Query Not Using Index as Expected
I an using phpMyAdmin with MariaDB Server version: 10.3.31-MariaDB-0ubuntu0.20.04.1-log - Ubuntu 20.04. My Linux version is actually Mint 20.2. I decided to look "under the hood" with phpAdmin's "Advisor" to check things out. I have what should be considered a small home database. I have not observed any performance concerns, but based on what the "Advisor" is reporting in phpMyAdmin, I have significant "tuning" concerns. I believe that I may have narrowed one issue down to the variable "handler_read_rnd"
. The following query serves as an example:
Select IssueIDNUM, IssueDate, MagazineName FROM tblMagazineIssueList JOIN tblMagazineList ON MagazineIDNUM = MagazineNUM ORDER BY IssueDate DESC, MagazineNUM,IssueIDNUM;
MagazineIDNUM is the primary key in tblMagazineIssueList.
MagazineNUM is a foreign key in tblMagazineIssueList which derives from the primary key in tblMagazineList
The slow query log did not show anything after the query was run. However, the query immediately prior to the query above did show-up in the slow query log.
slow query log reports:
--------------------------------------------------------------------------
use sfmedia;
SET timestamp=1629911455;
Select IssueIDNUM,MagazineNUM FROM tblMagazineIssueList ORDER by IssueDate DESC, IssueIDNUM;
Time: 210825 13:11:38
User@Host: steve[steve] @ localhost []
Thread_id: 1726 Schema: sfmedia QC_hit: No
Query_time: 0.001013 Lock_time: 0.000038 Rows_sent: 2221 Rows_examined: 4442
Rows_affected: 0 Bytes_sent: 23537
SET timestamp=1629911498;
Select IssueIDNUM,MagazineNUM FROM tblMagazineIssueList ORDER by IssueDate DESC, IssueIDNUM;
User@Host: steve[steve] @ localhost []
Thread_id: 1726 Schema: sfmedia QC_hit: No
Query_time: 0.002545 Lock_time: 0.000024 Rows_sent: 2221 Rows_examined: 6669
Rows_affected: 0 Bytes_sent: 85787
SET timestamp=1629911498;
Select IssueIDNUM, IssueDate, MagazineName
FROM tblMagazineIssueList
JOIN tblMagazineList
ON MagazineIDNUM = MagazineNUM
ORDER BY IssueDate DESC, MagazineNUM,IssueIDNUM;
---------------------------------------------------------------
Slow query log ends here. Nothing below the "ORDER BY". As such the slow query log does not identify any problem with the query.
After refreshing the tab "status", the following red items increased in value:
--------------------------------------------------------------
"handler_read_rnd"
went from 80.4 k to 82.6K
"handler_read_rnd"
went from 27 to 29
All other "notifications" in red, remained the same.
---------------------------------------------------------------
The message associate with the variable "handler_read_rnd"
reads:
"The number of requests to read a row based on a fixed position. This is high if you are doing a lot of queries that require sorting of the result. You probably have a lot of queries that require MySQL to scan whole tables or you have joins that don't use keys properly."
I suspect the message above means that something, but what, is wrong?
-----------------------------------------------------------------------------------------
Increased the values of some variables by x100 (added two 00) as an attempt to eliminate the variables below as a potential issue. These changes are probably unnecessary as this is a small database for home use and not an enterprise sized database. Included for reference purposes.
tmp_table_size=1677721600 #Default=16777216
max_heap_table_size=1677721600 #Default=16777216
table_open_cache=20000 #Default=2000
key_buffer_size=1342177280 #Default=134217728
sort_buffer_size=209715200 #Default=2097152
Answer Answered by Daniel Black in this comment.
sort_buffer_size may have an effect, but looking at you slow query log for Rows_examined it doesn't seem likely.
Please include SHOW CREATE TABLE information for both tables. If you want to cut this down to just the fields and indexes of the table that's ok.
Use ANALYZE FORMAT=JSON to show how the query is being executed. log_slow_verbosity can help get some extended information in the slow query log.
Contrary to the implication of phpmyadmin advice, you can't tune yourself out of every problem. You query returns the entire data from two entire tables. The recommendation on handler_read_rnd is based on the assumption you don't read entire tables often and that when MariaDB does read the entire tables, its because it isn't index right.
Is this query really a problem? The table sizes seem quite small and I suspect you are getting less than a 10ms response time.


Nothing but the lines from the one containing "At what (x,y)" to the end of the records that follow should be transcribed, each exactly, with the pictures left out.

PROVIDED ENTRIES: Begin

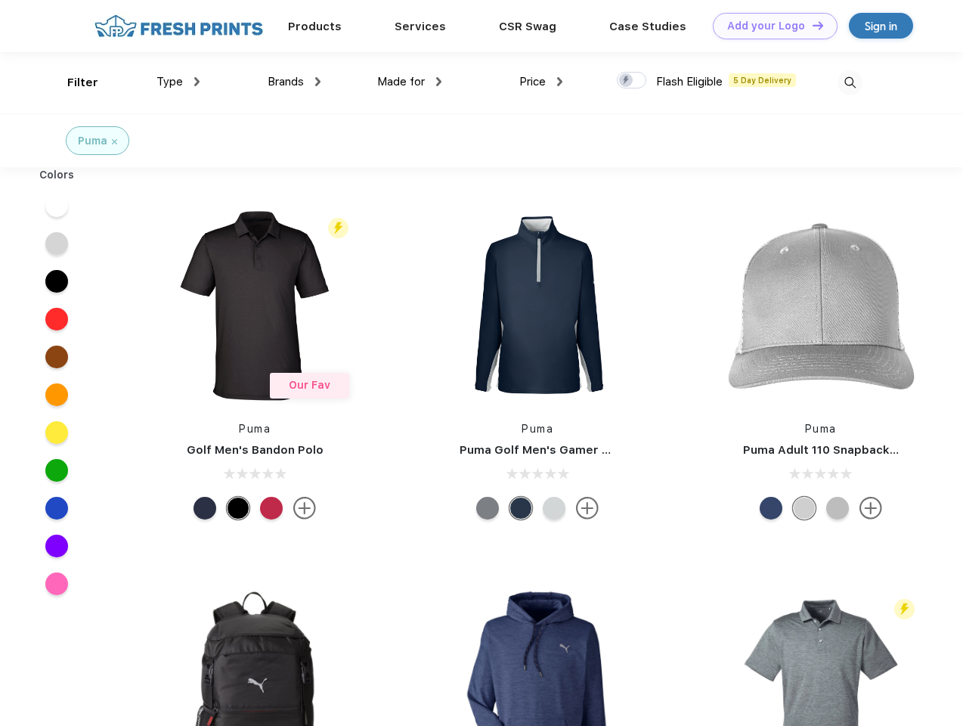 This screenshot has height=726, width=963. Describe the element at coordinates (315, 26) in the screenshot. I see `a: Products` at that location.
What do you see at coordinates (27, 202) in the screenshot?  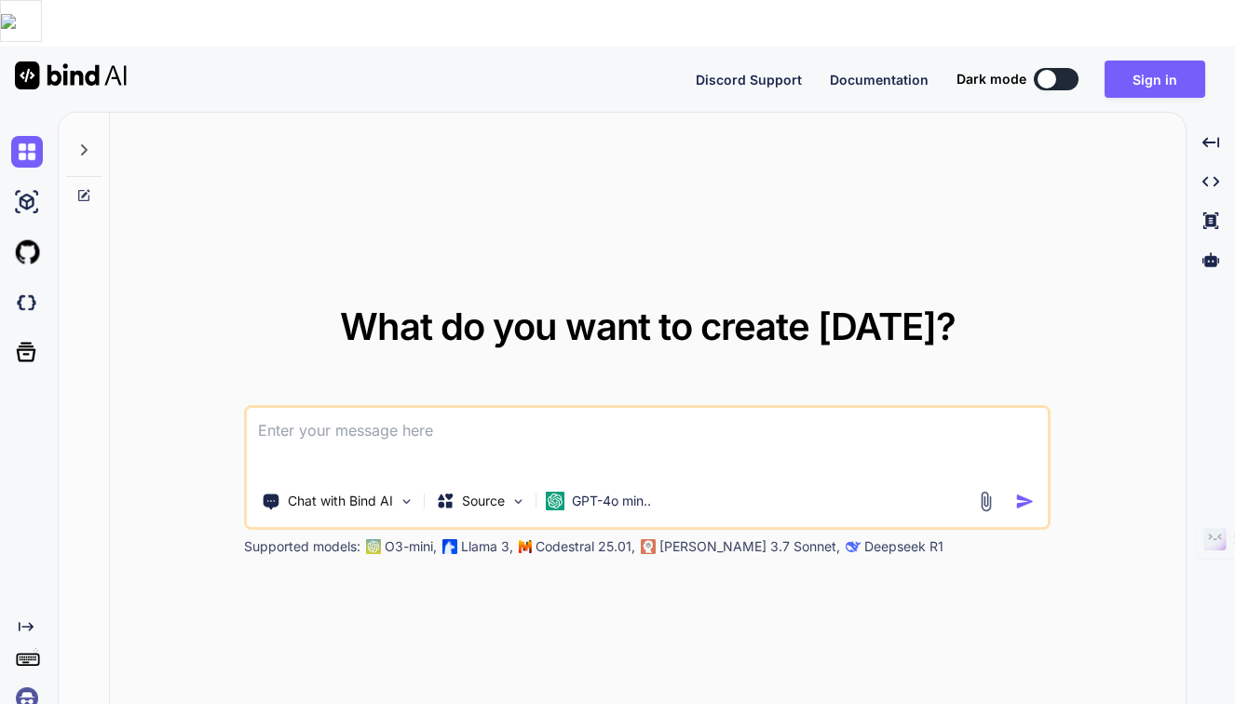 I see `img: ai-studio` at bounding box center [27, 202].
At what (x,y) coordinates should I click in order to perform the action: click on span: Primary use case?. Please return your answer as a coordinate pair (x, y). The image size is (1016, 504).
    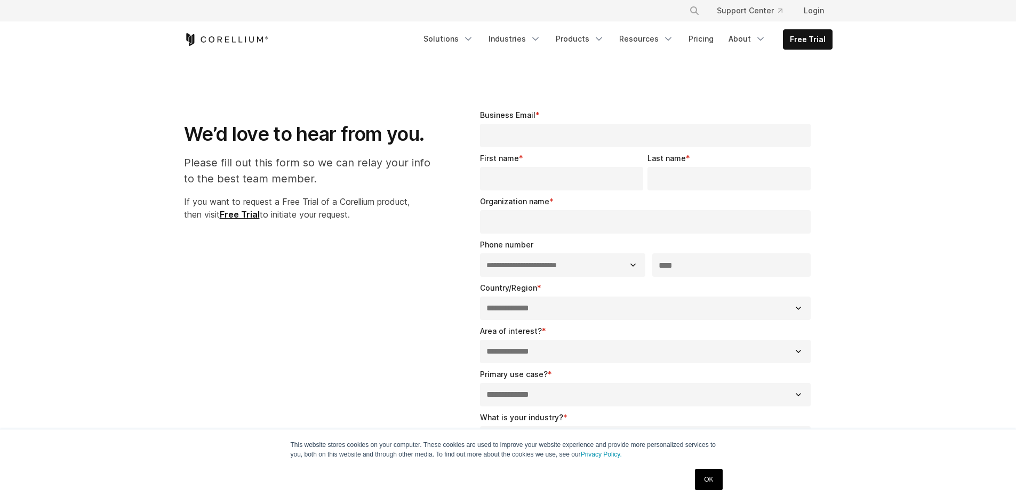
    Looking at the image, I should click on (513, 374).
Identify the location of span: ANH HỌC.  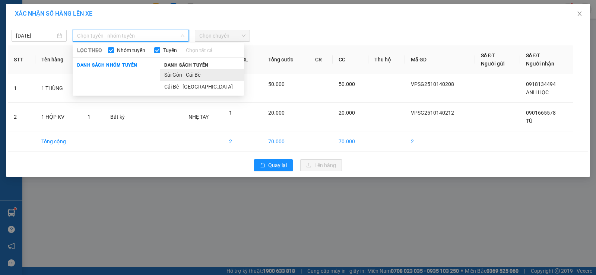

PROVIDED ENTRIES: End

- [EXERCISE RESULT]
At what (x,y) coordinates should I click in order to perform the action: click on span: Primary use case?. Please return your answer as a coordinate pair (x, y). The image size is (1016, 504).
    Looking at the image, I should click on (513, 374).
Identify the location of span: ANH HỌC.  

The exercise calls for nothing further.